Distance from all points to all polygons boundaries

SELECT 
  f.point_id,
  g.polygon_id,
  st_distance(g.geom, f.geom) AS distance
FROM
  points_table AS f, 
  polygons_table AS g

Distance to all points to related polygons boundaries (assuming that a common field exists)

SELECT 
  f.point_id,
  g.polygon_id,
  st_distance(g.geom, f.geom) AS distance
FROM
  points_table AS f JOIN 
  polygons_table AS g ON (g.common_field = f.common_field)

Distance to all points to related polygons centroids:

SELECT 
  f.point_id,
  g.polygon_id,
  st_distance(f.geom, st_centroid(g.geom)) AS distance
FROM
  points_table AS f JOIN 
  polygons_table AS g ON (g.common_field = f.common_field)

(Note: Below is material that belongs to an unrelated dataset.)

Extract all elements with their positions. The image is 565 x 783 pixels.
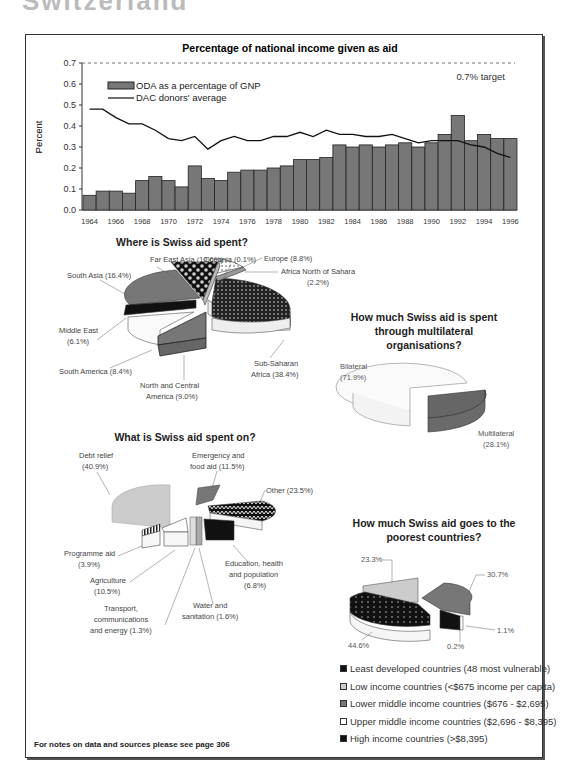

Notice that you can add any field from your layers to the result:

SELECT 
  f.point_id,
  f.point_number,
  g.polygon_id,
  g.parcel_name,
  st_distance(f.geom, st_centroid(g.geom)) AS distance
FROM
  points_table AS f JOIN 
  polygons_table AS g ON (g.common_field = f.common_field)

Or even all fields:

SELECT 
  f.*,
  g.*,
  st_distance(f.geom, st_centroid(g.geom)) AS distance
FROM
  points_table AS f JOIN 
  polygons_table AS g ON (g.common_field = f.common_field)

The Generate Near Table tool in ArcGIS will do what you want, but it requires an Advanced license and will do it for all points/polygons - not just those associated with each other. This means for each of your 95 objects you will get the ranked distance for all 211 properties, so 20,045 rows in the table. You'd either have to filter the resulting table or as Emil suggests automate the task to create selections based on the association and only run it on those groups.

As far as filtering, yes, a join (followed by a definition query or selection) is all you'd need. The tool result gives you IN_FID and NEAR_FID. Depending on how you run the tool (properties near point, or point near property) determine which FID is which. You'd then join your point and property tables (both) to the tool result based on the appropriate FID.

This assumes each of your 211 property records has an attribute that says which of the 95 points they belong to, because the next step is to select (or definition query) all records in the joined table(s) where two fields of one record should match - point name field = property associated point name field. The cases where they don't match are polygons that aren't associated with that point, so you don't care about their distance from that point.